Collected data
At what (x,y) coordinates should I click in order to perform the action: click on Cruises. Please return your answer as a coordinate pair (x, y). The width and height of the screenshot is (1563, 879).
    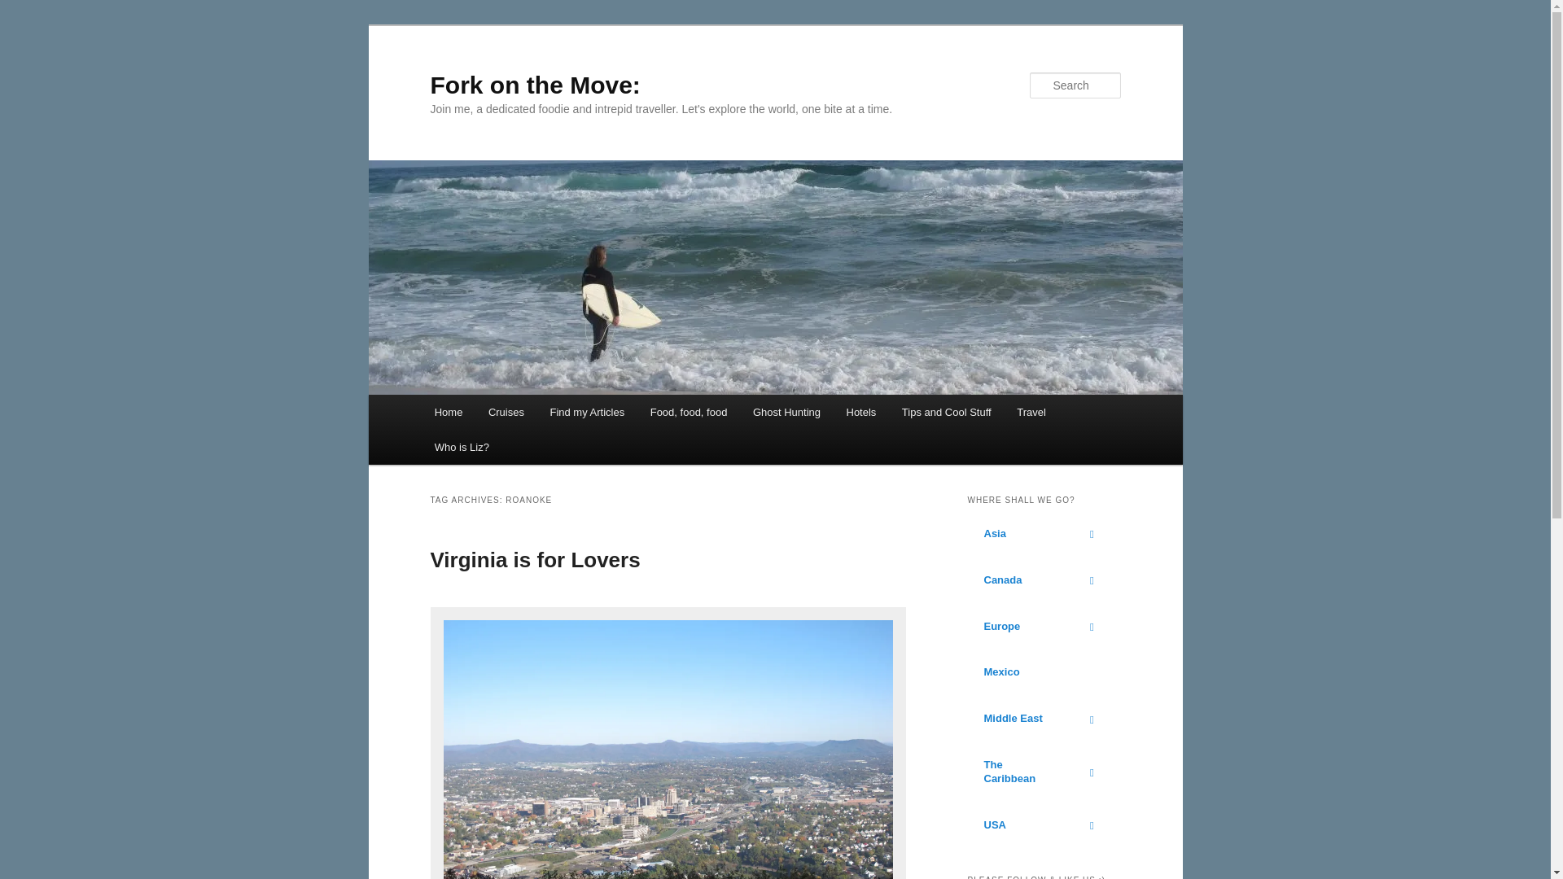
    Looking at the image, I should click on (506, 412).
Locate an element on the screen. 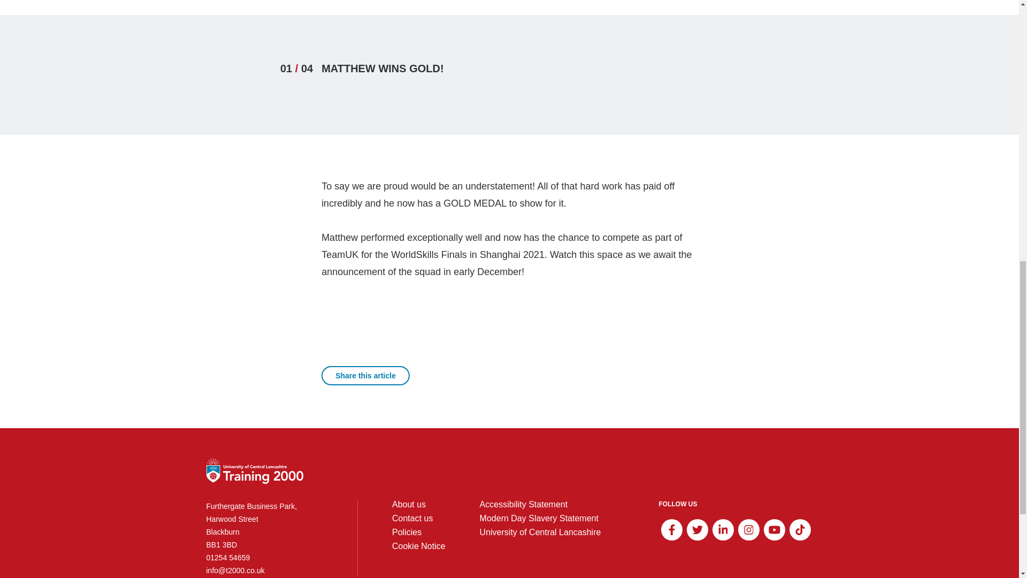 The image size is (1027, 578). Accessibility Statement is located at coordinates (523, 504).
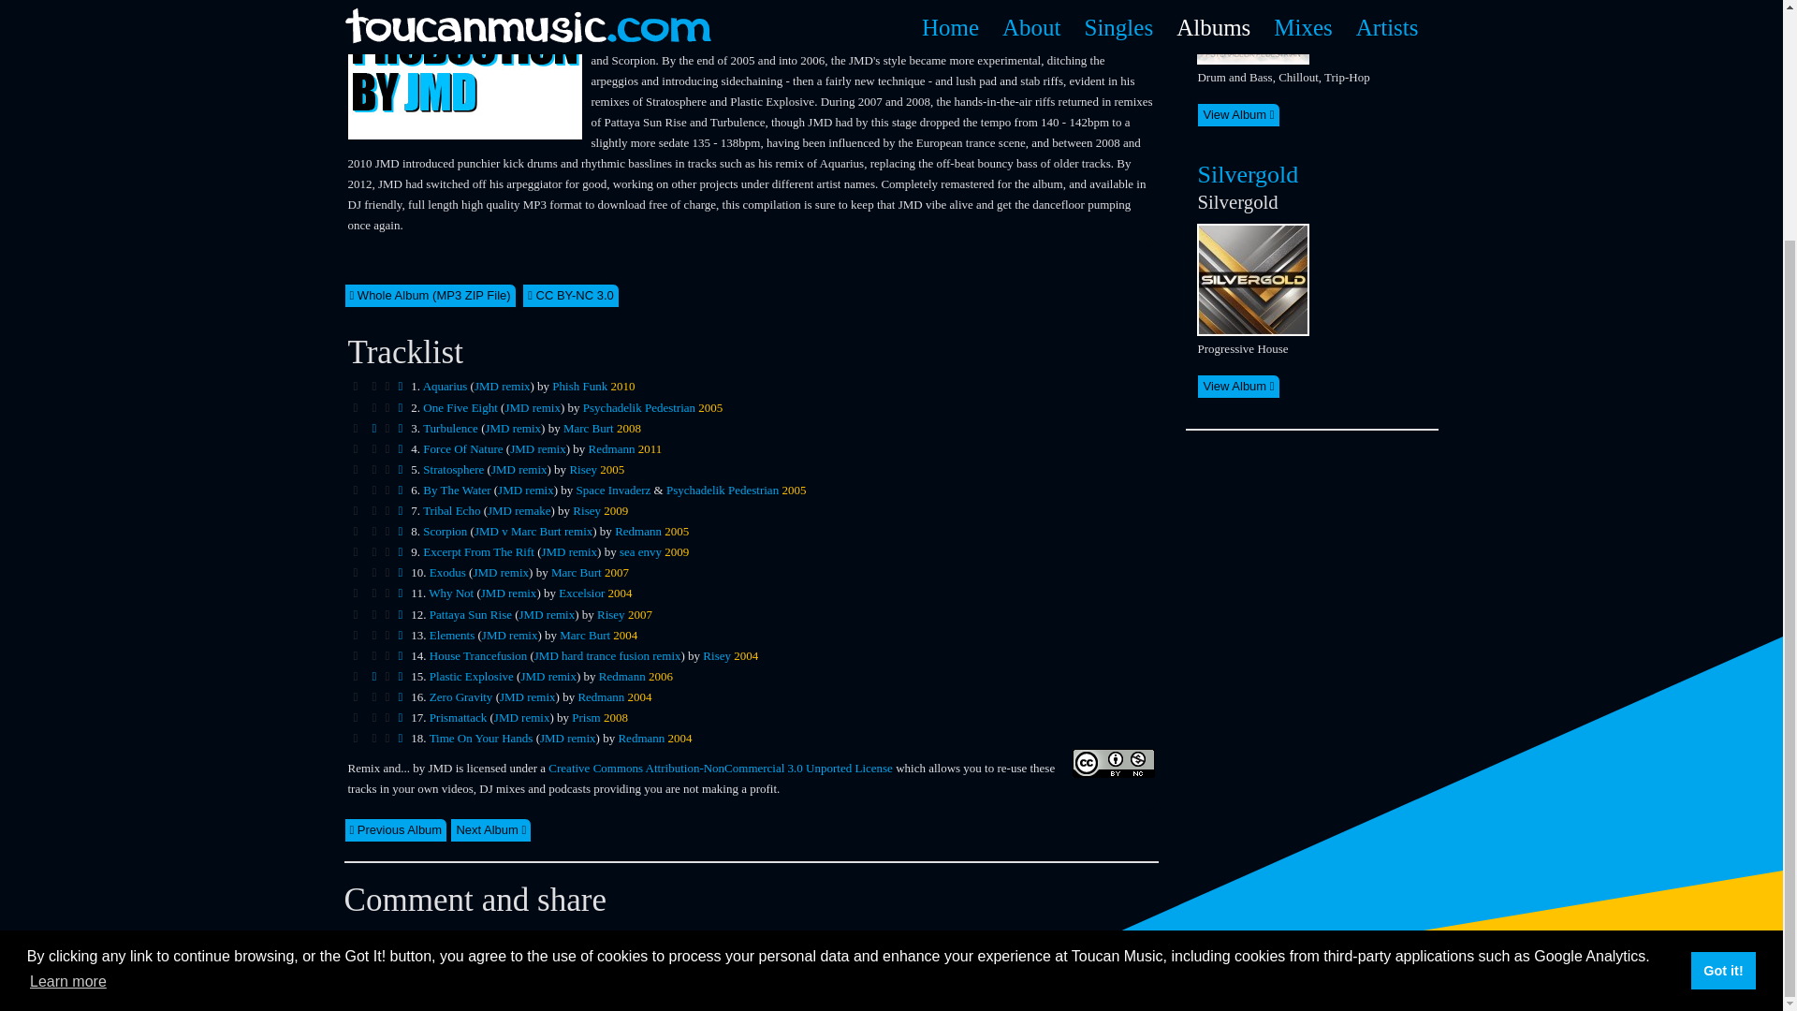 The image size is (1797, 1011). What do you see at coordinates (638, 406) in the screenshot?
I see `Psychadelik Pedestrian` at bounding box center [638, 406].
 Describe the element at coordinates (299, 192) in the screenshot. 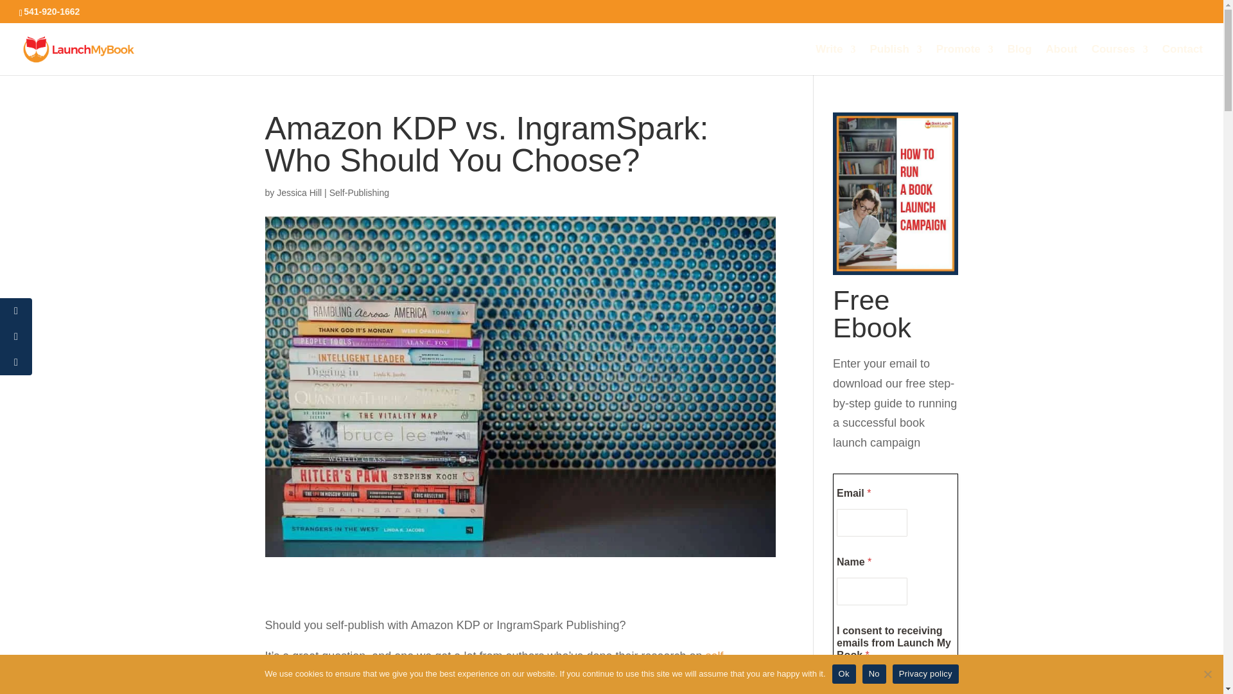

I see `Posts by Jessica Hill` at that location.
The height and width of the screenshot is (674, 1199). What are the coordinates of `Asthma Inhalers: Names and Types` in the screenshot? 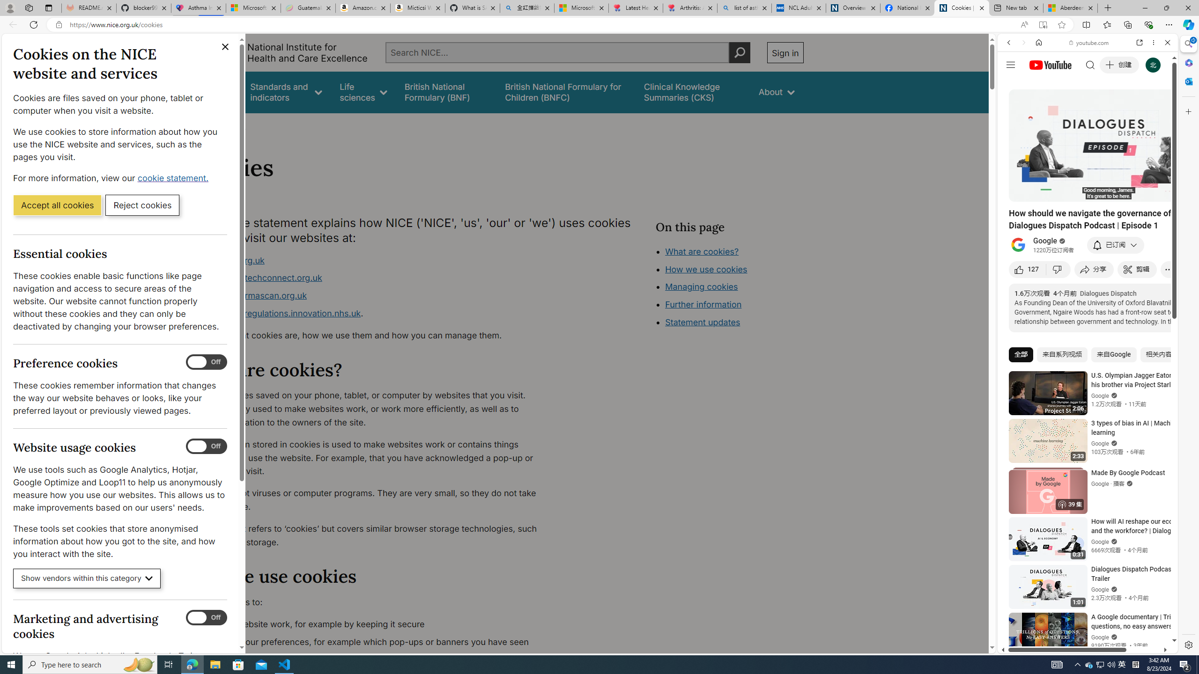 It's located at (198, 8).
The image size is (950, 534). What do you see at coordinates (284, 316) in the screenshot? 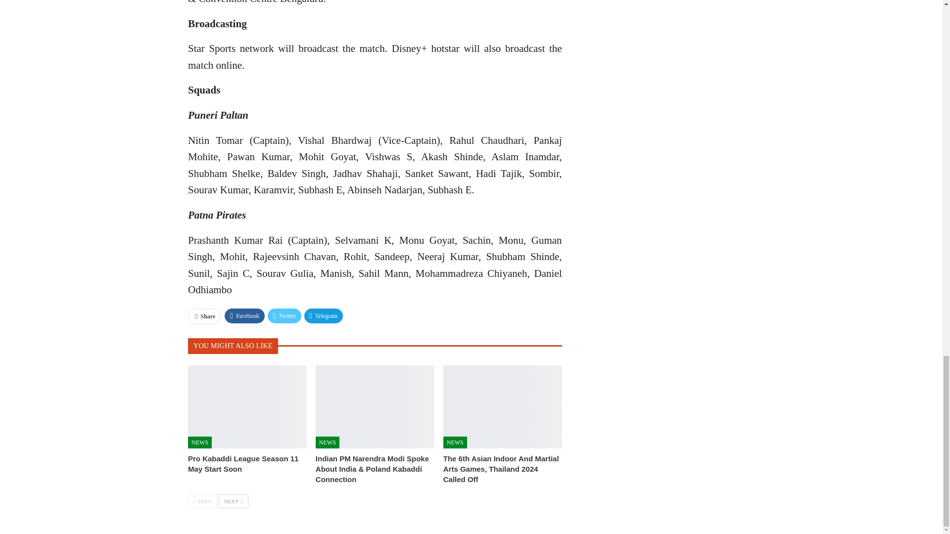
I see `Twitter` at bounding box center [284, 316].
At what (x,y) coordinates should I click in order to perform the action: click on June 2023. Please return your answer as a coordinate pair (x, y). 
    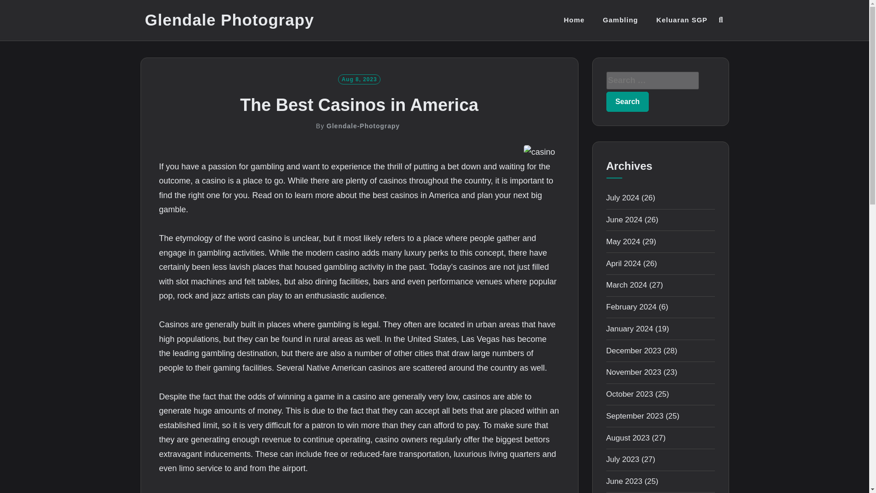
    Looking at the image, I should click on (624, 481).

Work to complete » Each line from the one with "click on June" through the end of the entries should be reproduced exactly. Leave out the pictures.

Exercise output »
At what (x,y) coordinates should I click in order to perform the action: click on June 2023. Please return your answer as a coordinate pair (x, y). 
    Looking at the image, I should click on (624, 481).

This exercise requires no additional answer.